| About this task |
Your task is to return exactly the lines that run from the one containing "At what (x,y)" through the end of the listing below, without any pictures.

| Input data |

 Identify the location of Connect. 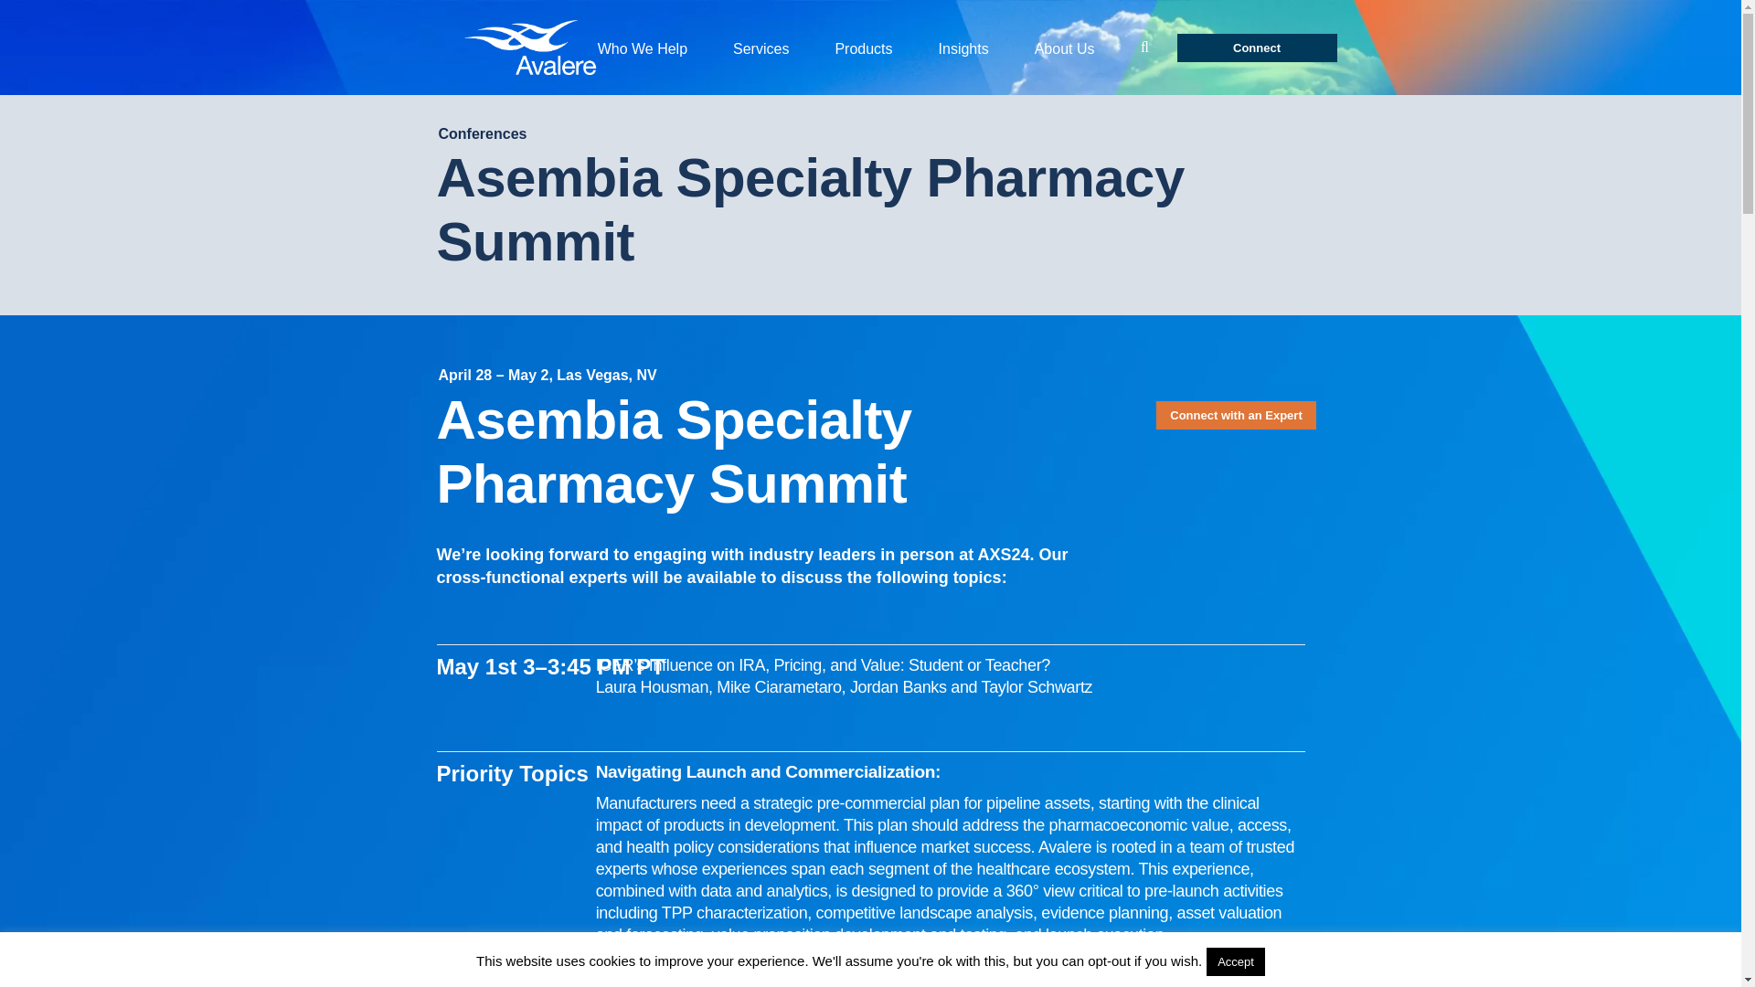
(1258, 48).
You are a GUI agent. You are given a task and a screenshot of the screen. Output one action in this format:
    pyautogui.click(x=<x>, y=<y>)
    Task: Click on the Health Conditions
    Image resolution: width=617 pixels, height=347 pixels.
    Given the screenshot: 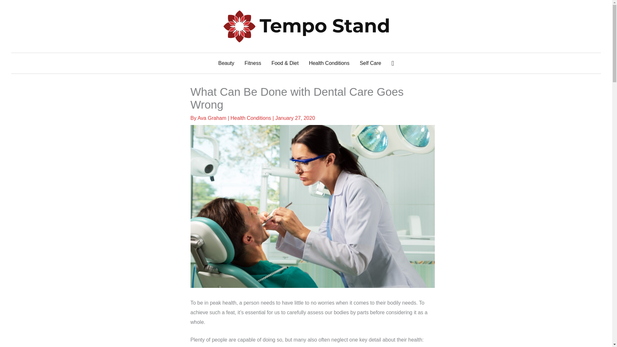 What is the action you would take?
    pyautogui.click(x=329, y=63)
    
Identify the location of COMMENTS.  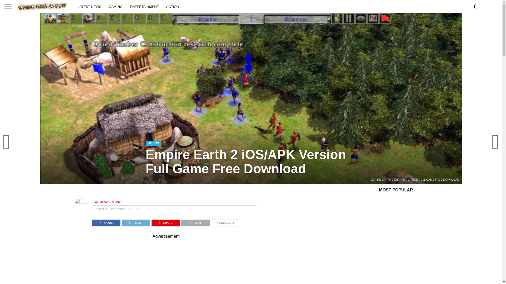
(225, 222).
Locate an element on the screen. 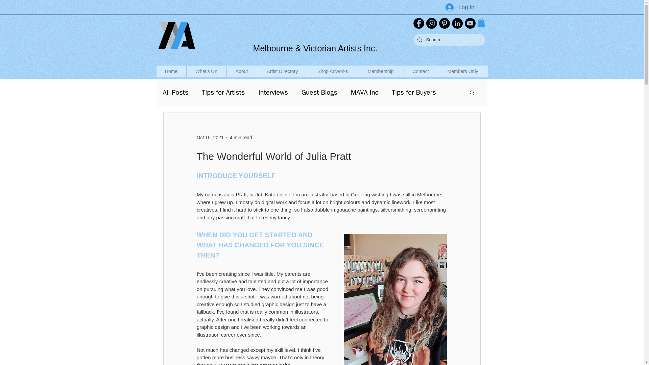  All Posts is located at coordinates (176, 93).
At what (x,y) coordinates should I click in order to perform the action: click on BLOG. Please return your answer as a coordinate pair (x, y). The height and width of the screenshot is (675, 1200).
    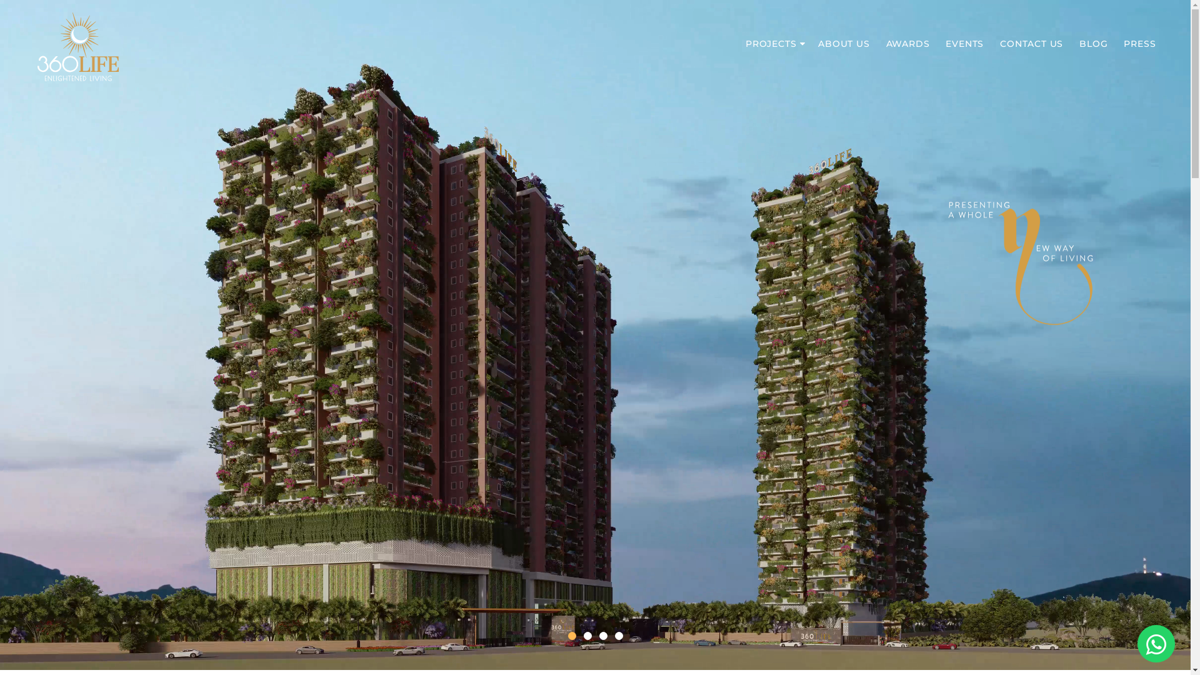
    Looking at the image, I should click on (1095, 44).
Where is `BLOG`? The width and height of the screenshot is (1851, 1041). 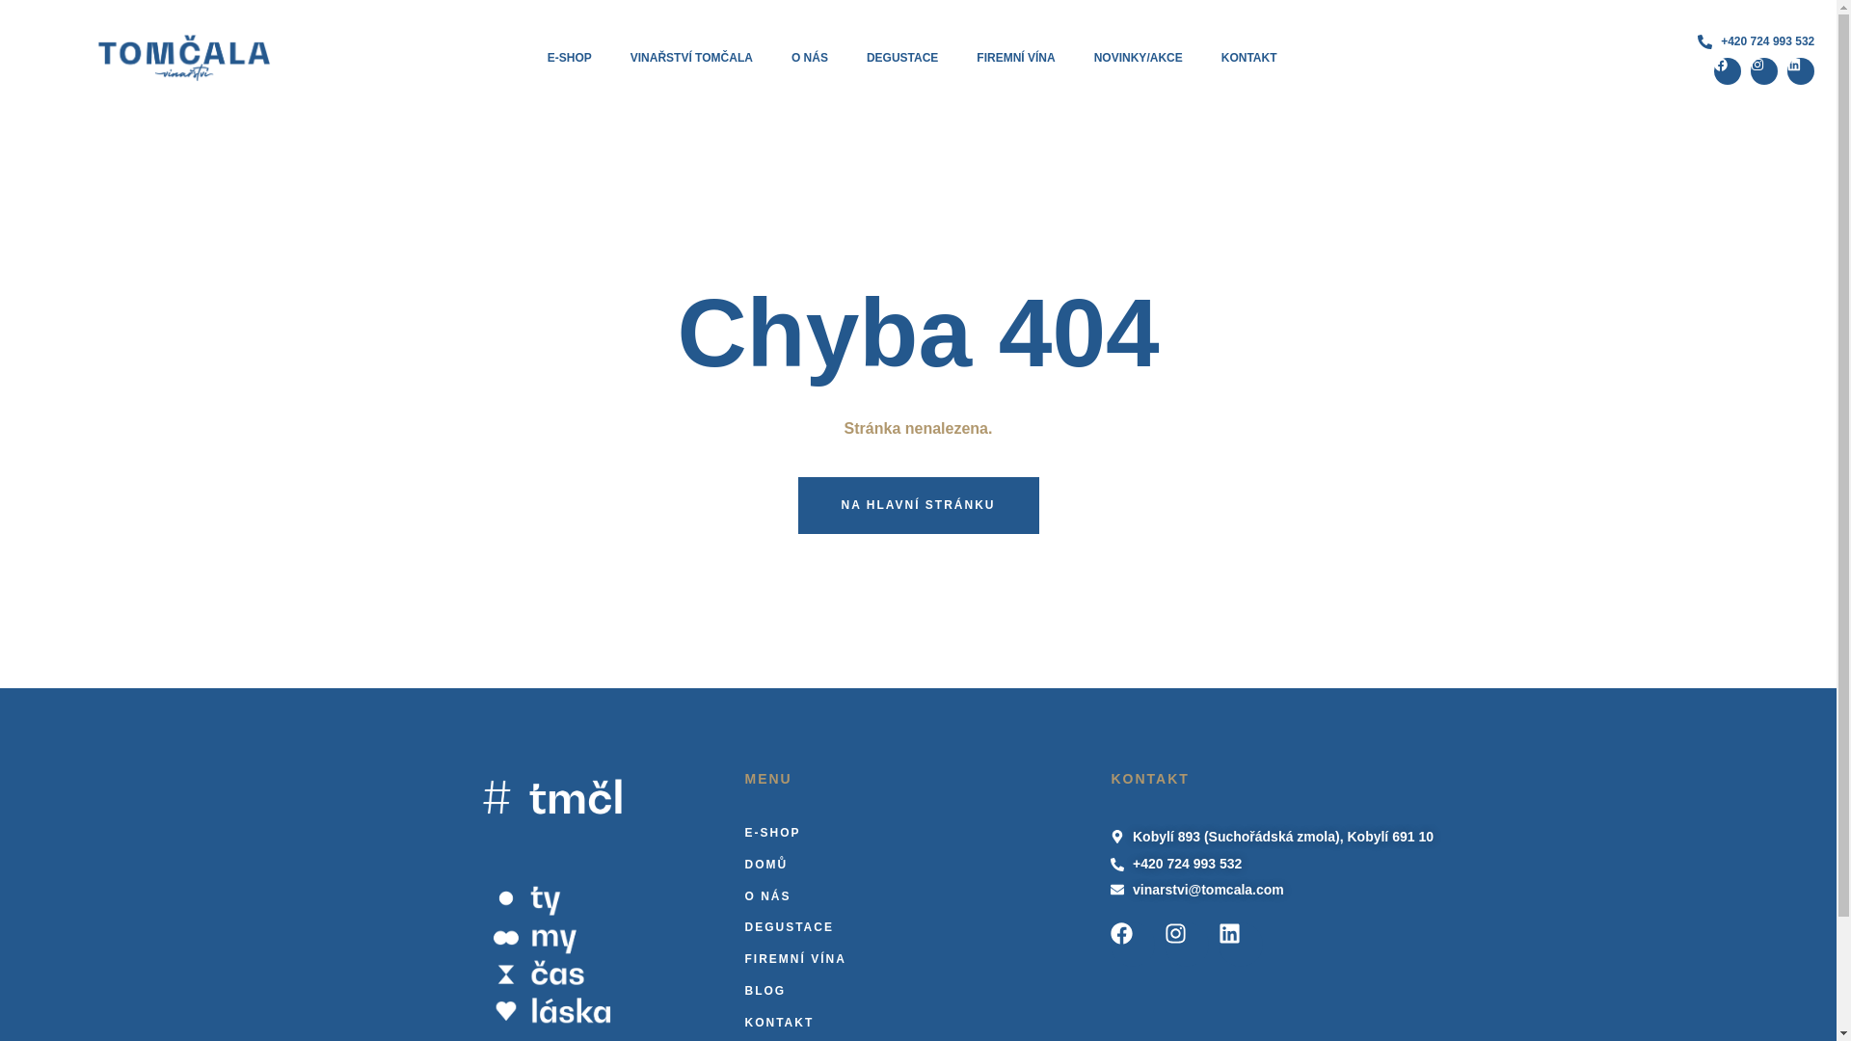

| Answer section |
At what (x,y) coordinates should I click in order to perform the action: click on BLOG. Please return your answer as a coordinate pair (x, y). The height and width of the screenshot is (675, 1200).
    Looking at the image, I should click on (1095, 44).
Where is `BLOG`? The width and height of the screenshot is (1851, 1041). 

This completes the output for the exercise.